The former Conservative government passed a law, demanding a six-month minimum jail term for violating drug laws, and an Ontario judge threw it out.
The Liberal Party, promising legalization and regulation of cannabis, among other things, won a majority government in the House of Commons.
A B.C. judge gave an absolute discharge to a man with 414 cannabis plants.
A 22-year-old North Bay resident was given an absolute discharge for two joints because, as the man’s lawyer said, “The climate for personal possession is changing and if this were to happen next April, we might not even be here for a plea.”
Gatineau police found someone cultivating 30 cannabis plants and requested 90 days in jail. The judge instead fined the grower one dollar, calling cannabis prohibition “outdated and ridiculous.”
In Vancouver, Victoria, Kimberley, and other parts of British Columbia, dispensaries are tolerated and even regulated by the municipal authorities.
So you can forgive cannabis connoisseurs for believing that a “grey area” in the market exists.
Windsor Police Chief Al Frederick says, “There’s been some misinformation … that somehow these people are operating in a grey area — there’s no grey area.”
Windsor Police raided Burnies Compassion Club, stealing 69 grams of cannabis and capital goods like scales and packaging materials. They also kidnapped a 41-year-old man for trafficking charges.
Frederick claims “the law is very clear… you just can’t do it.”
But you can, in other parts of the country.
This is a problem for some, since, nationalism implies that we’re all in this together. The law is not and shouldn’t be a free and fair market. It’s not some legal “different strains for different pains” system. It’s the same everywhere in Canada.
But since only individuals act, since knowledge of the market economy is a result of a priori truth inherent in our action as human beings, how each Canadian neighbourhood or community deals with cannabis should be based on their own contractual agreements regarding potential social and economic conflicts.
After all, the laws regulating human conduct are merely made up of incompatible, contradictory rules and principles, and any conclusion can be correctly derived from contradictory premises.
There is always a sound legal argument for or against cannabis prohibition.
The police always err on the side of prohibition. Which wouldn’t necessarily be a bad thing if their services were open to free competition, where consumers would be protected by contracts, not some vague appeal to “the rule of law” or an election sooner or later.
Judges often rule against prohibition. That Gatineau judge couldn’t sentence a man to 90 days in jail for growing cannabis because he didn’t believe community values would be represented by that decision.
How could a fair and orderly court denounce a criminal act legislators have promised to legalize and regulate?
How could one reflect community standards of justice if the law switches from war with Eurasia to war with Eastasia overnight?
Regarding Allard vs Queen, Justice Phelan said, “dispensaries are at the heart of cannabis access.”
He ruled that medical cannabis growers protected by injunction could continue to grow based on constitutional rights.
The federal government agreed not to appeal and now we wait on a Health Canada decision that will either restrict or permit current plant amounts.
Harper’s lawyers (brought to you by taxpayers, FYI) made claims of diversion to black markets.
But this B.C. network of legitimate medical farmers and vendors are not organized crime, not everything may be legal per se, but there is judicial precedent, little police enforcement, and substantial tolerance from the public.
A grey market, if you will.
But if you talk to police or anyone in federal politics, there is zero tolerance on cannabis because the law is the law.
But law is the decision-making power of a state monopoly, and despite evidence that law is inherently political, most people, especially police, accept an objective standard of justice which everyone, at least in Canada, has a moral obligation to obey.
There is psychological comfort in this, but the danger for cannabis connoisseurs is clear.
For, if an objective rule of law is true, then the “grey market” is entirely illegal and so we are criminals (unless, of course, you’re approved by a doctor and/or Health Canada).
But does anyone believe that?
The Canadian government enforced cannabis prohibition and now they’re controlling legalization and writing new rules to a medical regime they have severely messed up in the past.
That’s not legalization, that’s not the rule of law — that’s politics.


● Exercise details
Copy all lines in the data that contain the string "right".

● Records
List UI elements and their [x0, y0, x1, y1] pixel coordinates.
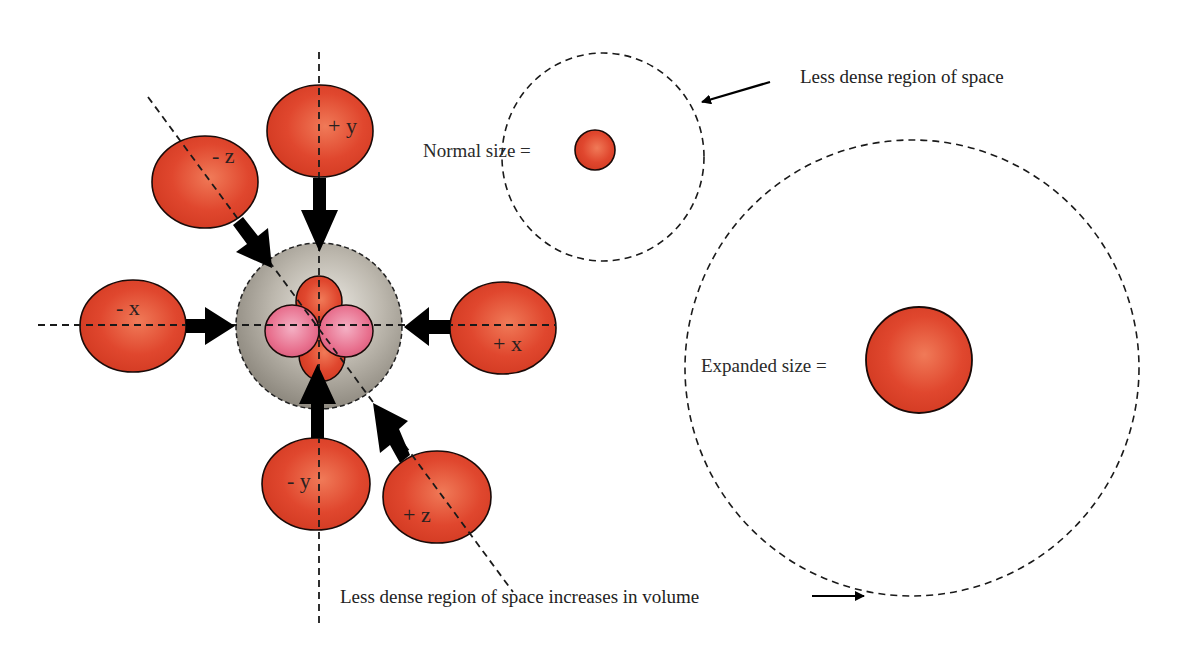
less-dense-region-label: Less dense region of space: [800, 66, 1004, 87]
ball-label: - z: [212, 143, 235, 168]
arrow-down-icon: [301, 178, 338, 252]
ball-minus-y: - y: [262, 438, 370, 530]
inner-lobe-left: [265, 305, 319, 357]
arrow-right-icon: [186, 307, 235, 345]
compression-expansion-diagram: - x + x + y - y - z + z: [0, 0, 1177, 653]
expanded-size-ball: [866, 307, 972, 413]
normal-size-label: Normal size =: [423, 140, 531, 161]
ball-plus-y: + y: [267, 85, 373, 177]
compression-group: - x + x + y - y - z + z: [38, 52, 556, 626]
volume-increase-label: Less dense region of space increases in …: [340, 586, 699, 607]
normal-size-ball: [575, 130, 615, 170]
ball-label: + z: [403, 502, 431, 527]
expanded-size-label: Expanded size =: [701, 355, 827, 376]
arrow-left-icon: [404, 307, 450, 346]
ball-label: + x: [493, 331, 522, 356]
normal-size-group: Normal size = Less dense region of space: [423, 53, 1004, 261]
ball-label: - y: [287, 468, 311, 493]
inner-lobe-right: [319, 305, 373, 357]
arrow-down-right-icon: [233, 217, 272, 268]
ball-label: - x: [116, 295, 140, 320]
ball-minus-z: - z: [152, 136, 258, 228]
expanded-size-group: Expanded size =: [685, 140, 1139, 596]
annotation-arrow-icon: [702, 82, 770, 102]
arrow-up-left-icon: [373, 403, 410, 463]
ball-label: + y: [328, 113, 357, 138]
ball-plus-x: + x: [450, 282, 556, 374]
bottom-annotation: Less dense region of space increases in …: [340, 586, 864, 607]
ball-minus-x: - x: [80, 280, 186, 372]
ball-plus-z: + z: [383, 451, 491, 543]
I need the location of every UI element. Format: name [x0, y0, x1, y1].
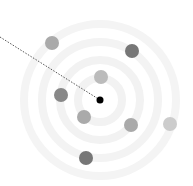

● Exercise answer
arrow-right-icon: [186, 307, 235, 345]
inner-lobe-right: [319, 305, 373, 357]
arrow-down-right-icon: [233, 217, 272, 268]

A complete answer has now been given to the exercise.